Records for this task >>
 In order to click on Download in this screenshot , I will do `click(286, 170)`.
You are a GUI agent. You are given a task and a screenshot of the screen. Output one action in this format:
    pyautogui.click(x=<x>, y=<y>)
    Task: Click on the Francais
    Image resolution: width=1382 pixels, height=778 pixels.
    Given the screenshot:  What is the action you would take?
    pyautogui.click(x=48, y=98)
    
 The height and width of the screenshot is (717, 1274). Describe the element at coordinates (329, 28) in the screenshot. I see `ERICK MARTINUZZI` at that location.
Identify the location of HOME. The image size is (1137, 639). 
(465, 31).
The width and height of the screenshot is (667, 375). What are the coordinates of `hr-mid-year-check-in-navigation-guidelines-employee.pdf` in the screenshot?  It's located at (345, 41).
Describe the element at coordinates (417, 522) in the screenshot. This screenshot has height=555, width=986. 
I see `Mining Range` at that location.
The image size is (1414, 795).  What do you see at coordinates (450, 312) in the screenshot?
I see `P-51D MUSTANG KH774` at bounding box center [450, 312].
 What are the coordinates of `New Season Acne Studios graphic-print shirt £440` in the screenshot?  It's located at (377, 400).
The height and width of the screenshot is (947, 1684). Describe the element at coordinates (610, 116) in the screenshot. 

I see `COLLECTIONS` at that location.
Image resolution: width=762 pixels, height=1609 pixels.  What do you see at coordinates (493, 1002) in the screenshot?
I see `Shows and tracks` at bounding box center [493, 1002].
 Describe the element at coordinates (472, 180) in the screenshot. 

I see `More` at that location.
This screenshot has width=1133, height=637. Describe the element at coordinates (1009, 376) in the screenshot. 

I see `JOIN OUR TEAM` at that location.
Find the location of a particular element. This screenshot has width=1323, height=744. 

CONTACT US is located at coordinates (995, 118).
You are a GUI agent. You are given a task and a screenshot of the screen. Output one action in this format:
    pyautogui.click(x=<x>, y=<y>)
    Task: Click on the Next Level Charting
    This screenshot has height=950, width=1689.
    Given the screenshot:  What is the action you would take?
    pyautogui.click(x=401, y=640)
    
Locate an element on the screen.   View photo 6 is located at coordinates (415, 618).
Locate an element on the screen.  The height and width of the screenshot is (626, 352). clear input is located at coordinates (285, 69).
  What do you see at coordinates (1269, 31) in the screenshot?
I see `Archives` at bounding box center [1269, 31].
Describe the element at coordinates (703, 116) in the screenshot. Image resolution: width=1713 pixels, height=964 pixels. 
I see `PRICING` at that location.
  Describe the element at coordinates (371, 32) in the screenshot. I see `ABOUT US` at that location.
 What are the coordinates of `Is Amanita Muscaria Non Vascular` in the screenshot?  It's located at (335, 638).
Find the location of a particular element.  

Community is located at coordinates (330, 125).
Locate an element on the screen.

About this exercise >> Your task is to restate the material above word for word.

Answer space >>
 In order to click on Download in this screenshot , I will do `click(286, 170)`.
You are a GUI agent. You are given a task and a screenshot of the screen. Output one action in this format:
    pyautogui.click(x=<x>, y=<y>)
    Task: Click on the Francais
    Image resolution: width=1382 pixels, height=778 pixels.
    Given the screenshot:  What is the action you would take?
    pyautogui.click(x=48, y=98)
    
 The height and width of the screenshot is (717, 1274). Describe the element at coordinates (329, 28) in the screenshot. I see `ERICK MARTINUZZI` at that location.
Identify the location of HOME. The image size is (1137, 639). 
(465, 31).
The width and height of the screenshot is (667, 375). What are the coordinates of `hr-mid-year-check-in-navigation-guidelines-employee.pdf` in the screenshot?  It's located at (345, 41).
Describe the element at coordinates (417, 522) in the screenshot. This screenshot has height=555, width=986. 
I see `Mining Range` at that location.
The image size is (1414, 795).  What do you see at coordinates (450, 312) in the screenshot?
I see `P-51D MUSTANG KH774` at bounding box center [450, 312].
 What are the coordinates of `New Season Acne Studios graphic-print shirt £440` in the screenshot?  It's located at (377, 400).
The height and width of the screenshot is (947, 1684). Describe the element at coordinates (610, 116) in the screenshot. 

I see `COLLECTIONS` at that location.
Image resolution: width=762 pixels, height=1609 pixels.  What do you see at coordinates (493, 1002) in the screenshot?
I see `Shows and tracks` at bounding box center [493, 1002].
 Describe the element at coordinates (472, 180) in the screenshot. 

I see `More` at that location.
This screenshot has width=1133, height=637. Describe the element at coordinates (1009, 376) in the screenshot. 

I see `JOIN OUR TEAM` at that location.
Find the location of a particular element. This screenshot has width=1323, height=744. 

CONTACT US is located at coordinates (995, 118).
You are a GUI agent. You are given a task and a screenshot of the screen. Output one action in this format:
    pyautogui.click(x=<x>, y=<y>)
    Task: Click on the Next Level Charting
    This screenshot has height=950, width=1689.
    Given the screenshot:  What is the action you would take?
    pyautogui.click(x=401, y=640)
    
Locate an element on the screen.   View photo 6 is located at coordinates (415, 618).
Locate an element on the screen.  The height and width of the screenshot is (626, 352). clear input is located at coordinates (285, 69).
  What do you see at coordinates (1269, 31) in the screenshot?
I see `Archives` at bounding box center [1269, 31].
Describe the element at coordinates (703, 116) in the screenshot. Image resolution: width=1713 pixels, height=964 pixels. 
I see `PRICING` at that location.
  Describe the element at coordinates (371, 32) in the screenshot. I see `ABOUT US` at that location.
 What are the coordinates of `Is Amanita Muscaria Non Vascular` in the screenshot?  It's located at (335, 638).
Find the location of a particular element.  

Community is located at coordinates (330, 125).
Locate an element on the screen.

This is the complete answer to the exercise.